How long does it take to see results? In my case, measurable changes on DEXA appeared at 12 weeks. Waist circumference began shifting around week eight. The clinical trials used 26-week endpoints. Most prescribers I’ve spoken with suggest committing to at least 16 weeks before evaluating whether tesamorelin is producing meaningful results for a given patient. Expecting visible changes in the first four weeks is probably unrealistic for most people.

Can I use tesamorelin without a prescription? Legally, no. Tesamorelin is a prescription-only compound. It requires a prescriber to evaluate your medical history, order appropriate labs, and write a prescription that a licensed pharmacy can fill. Any source selling tesamorelin without requiring a prescription is operating outside the legal framework, and you have no assurance of product identity, purity, or sterility.

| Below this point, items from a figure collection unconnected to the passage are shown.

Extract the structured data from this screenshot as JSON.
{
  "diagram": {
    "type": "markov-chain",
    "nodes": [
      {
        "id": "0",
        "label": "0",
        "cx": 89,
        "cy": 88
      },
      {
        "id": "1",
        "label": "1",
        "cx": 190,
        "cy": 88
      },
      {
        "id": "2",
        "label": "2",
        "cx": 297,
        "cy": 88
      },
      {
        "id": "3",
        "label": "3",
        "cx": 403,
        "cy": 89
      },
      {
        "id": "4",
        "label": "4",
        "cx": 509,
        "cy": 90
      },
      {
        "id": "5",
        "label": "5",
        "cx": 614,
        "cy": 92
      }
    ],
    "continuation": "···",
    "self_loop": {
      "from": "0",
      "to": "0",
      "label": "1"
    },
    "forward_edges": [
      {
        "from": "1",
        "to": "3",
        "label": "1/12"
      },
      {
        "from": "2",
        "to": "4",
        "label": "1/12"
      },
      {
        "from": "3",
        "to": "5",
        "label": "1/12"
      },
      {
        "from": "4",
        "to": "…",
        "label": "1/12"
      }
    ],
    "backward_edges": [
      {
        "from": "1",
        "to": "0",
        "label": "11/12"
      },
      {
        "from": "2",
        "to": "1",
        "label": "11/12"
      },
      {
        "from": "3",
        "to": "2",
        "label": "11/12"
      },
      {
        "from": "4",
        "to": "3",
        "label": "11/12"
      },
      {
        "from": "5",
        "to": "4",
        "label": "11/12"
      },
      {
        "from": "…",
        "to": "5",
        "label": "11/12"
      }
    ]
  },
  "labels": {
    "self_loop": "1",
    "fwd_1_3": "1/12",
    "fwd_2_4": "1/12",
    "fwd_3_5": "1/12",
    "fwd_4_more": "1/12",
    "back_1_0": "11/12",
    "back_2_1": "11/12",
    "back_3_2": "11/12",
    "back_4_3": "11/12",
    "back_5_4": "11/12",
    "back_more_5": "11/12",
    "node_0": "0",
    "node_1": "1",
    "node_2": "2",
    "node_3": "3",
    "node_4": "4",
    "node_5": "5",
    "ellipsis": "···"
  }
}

Does tesamorelin affect blood sugar? It can. Growth hormone is a counter-regulatory hormone, meaning it opposes insulin’s action on glucose uptake. The clinical trials reported higher rates of hyperglycemia in the tesamorelin group compared to placebo. In my case, fasting glucose remained stable and fasting insulin actually improved, but this outcome isn’t guaranteed. Regular metabolic monitoring, specifically fasting glucose, fasting insulin, and HbA1c, is a necessary part of any tesamorelin protocol. Patients with existing type 2 diabetes or significant insulin resistance should discuss the risk-benefit balance carefully with their prescriber.

What’s the difference between compounded tesamorelin and Egrifta? Egrifta is the FDA-approved, commercially manufactured version of tesamorelin produced by Theratechnologies. Compounded tesamorelin is prepared by licensed 503A pharmacies based on individual prescriptions. The active molecule is the same. The differences lie in manufacturing oversight, regulatory pathway, and cost. Egrifta goes through FDA manufacturing inspections and carries an approved label. Compounded versions are regulated at the state pharmacy board level and prepared under Section 503A of the Federal Food, Drug, and Cosmetic Act. Cost for compounded versions tends to be significantly lower.

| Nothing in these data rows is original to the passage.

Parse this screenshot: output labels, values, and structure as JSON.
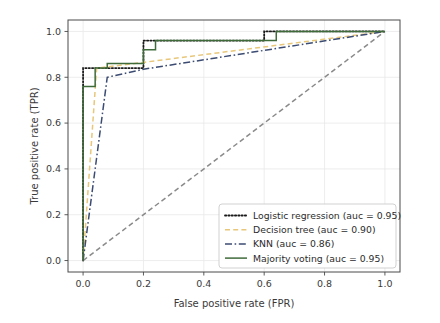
{
  "chart_data": {
    "type": "line",
    "title": "",
    "xlabel": "False positive rate (FPR)",
    "ylabel": "True positive rate (TPR)",
    "xlim": [
      -0.05,
      1.05
    ],
    "ylim": [
      -0.05,
      1.05
    ],
    "xticks": [
      "0.0",
      "0.2",
      "0.4",
      "0.6",
      "0.8",
      "1.0"
    ],
    "xtick_values": [
      0.0,
      0.2,
      0.4,
      0.6,
      0.8,
      1.0
    ],
    "yticks": [
      "0.0",
      "0.2",
      "0.4",
      "0.6",
      "0.8",
      "1.0"
    ],
    "ytick_values": [
      0.0,
      0.2,
      0.4,
      0.6,
      0.8,
      1.0
    ],
    "grid": true,
    "legend_position": "lower right",
    "series": [
      {
        "name": "Logistic regression (auc = 0.95)",
        "short_name": "Logistic regression",
        "auc": "0.95",
        "color": "#1a1a1a",
        "style": "dotted",
        "x": [
          0.0,
          0.0,
          0.2,
          0.2,
          0.6,
          0.6,
          1.0
        ],
        "y": [
          0.0,
          0.84,
          0.84,
          0.96,
          0.96,
          1.0,
          1.0
        ]
      },
      {
        "name": "Decision tree (auc = 0.90)",
        "short_name": "Decision tree",
        "auc": "0.90",
        "color": "#e8c77a",
        "style": "dashed",
        "x": [
          0.0,
          0.045,
          0.2,
          1.0
        ],
        "y": [
          0.0,
          0.84,
          0.865,
          1.0
        ]
      },
      {
        "name": "KNN (auc = 0.86)",
        "short_name": "KNN",
        "auc": "0.86",
        "color": "#3b4b72",
        "style": "dashdot",
        "x": [
          0.0,
          0.08,
          0.2,
          1.0
        ],
        "y": [
          0.0,
          0.8,
          0.835,
          1.0
        ]
      },
      {
        "name": "Majority voting (auc = 0.95)",
        "short_name": "Majority voting",
        "auc": "0.95",
        "color": "#3f6b3a",
        "style": "solid",
        "x": [
          0.0,
          0.0,
          0.04,
          0.04,
          0.08,
          0.08,
          0.2,
          0.2,
          0.24,
          0.24,
          0.64,
          0.64,
          1.0
        ],
        "y": [
          0.0,
          0.76,
          0.76,
          0.84,
          0.84,
          0.86,
          0.86,
          0.92,
          0.92,
          0.96,
          0.96,
          1.0,
          1.0
        ]
      }
    ],
    "reference_line": {
      "name": "chance-diagonal",
      "color": "#8a8a8a",
      "style": "dashed",
      "x": [
        0.0,
        1.0
      ],
      "y": [
        0.0,
        1.0
      ]
    }
  }
}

Will the fat come back if I stop? The available data suggests it tends to. In the extension phases of the HIV-lipodystrophy trials, visceral fat re-accumulated in subjects who were switched from tesamorelin to placebo (Falutz et al., 2010). This is consistent with the mechanism: you’re augmenting a hormonal signal, not permanently altering your fat cell biology. Whether lifestyle modifications like increased cardiovascular training and dietary optimization can attenuate the rebound is an open question and exactly what I’m testing during my three-month washout period.

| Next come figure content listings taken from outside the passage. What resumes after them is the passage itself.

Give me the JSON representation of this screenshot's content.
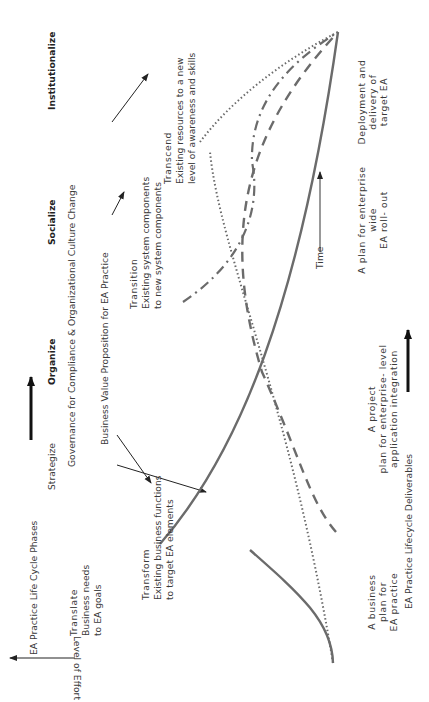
{
  "header": {
    "lifecycle_label": "EA Practice Life Cycle Phases",
    "phases": [
      "Strategize",
      "Organize",
      "Socialize",
      "Institutionalize"
    ],
    "governance_label": "Governance for Compliance & Organizational Culture Change",
    "value_prop_label": "Business Value Proposition for EA Practice"
  },
  "axes": {
    "y_label": "Level of Effort",
    "x_label": "Time"
  },
  "stages": {
    "translate": {
      "title": "Translate",
      "line1": "Business needs",
      "line2": "to EA goals"
    },
    "transform": {
      "title": "Transform",
      "line1": "Existing business functions",
      "line2": "to target EA elements"
    },
    "transition": {
      "title": "Transition",
      "line1": "Existing system components",
      "line2": "to new system components"
    },
    "transcend": {
      "title": "Transcend",
      "line1": "Existing resources to a new",
      "line2": "level of awareness and skills"
    }
  },
  "deliverables": {
    "label": "EA Practice Lifecycle Deliverables",
    "items": [
      {
        "l1": "A business",
        "l2": "plan for",
        "l3": "EA practice"
      },
      {
        "l1": "A project",
        "l2": "plan for enterprise- level",
        "l3": "application integration"
      },
      {
        "l1": "A plan for enterprise",
        "l2": "wide",
        "l3": "EA roll- out"
      },
      {
        "l1": "Deployment and",
        "l2": "delivery of",
        "l3": "target EA"
      }
    ]
  },
  "colors": {
    "curve": "#6b6b6b",
    "arrow": "#222222",
    "text": "#3a3a3a"
  }
}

Is tesamorelin safe for long-term use? Long-term safety data is limited. The longest published trial data extends to about 52 weeks. No serious safety signals emerged in that timeframe beyond the known hyperglycemia risk and transient injection-site reactions. However, any compound that raises IGF-1 levels warrants monitoring for potential effects on cell proliferation over time. My doctor requires an annual review of IGF-1 levels and a discussion of continued use versus discontinuation at each checkpoint. This is an area where the honest answer is “we don’t know yet,” and anyone who tells you otherwise is speculating beyond the data.

Not FDA-approved for general visceral fat reduction outside the HIV-lipodystrophy indication. Compounded tesamorelin is prescribed off-label and prepared by licensed 503A pharmacies for individual patients based on clinical judgment. This is not medical advice.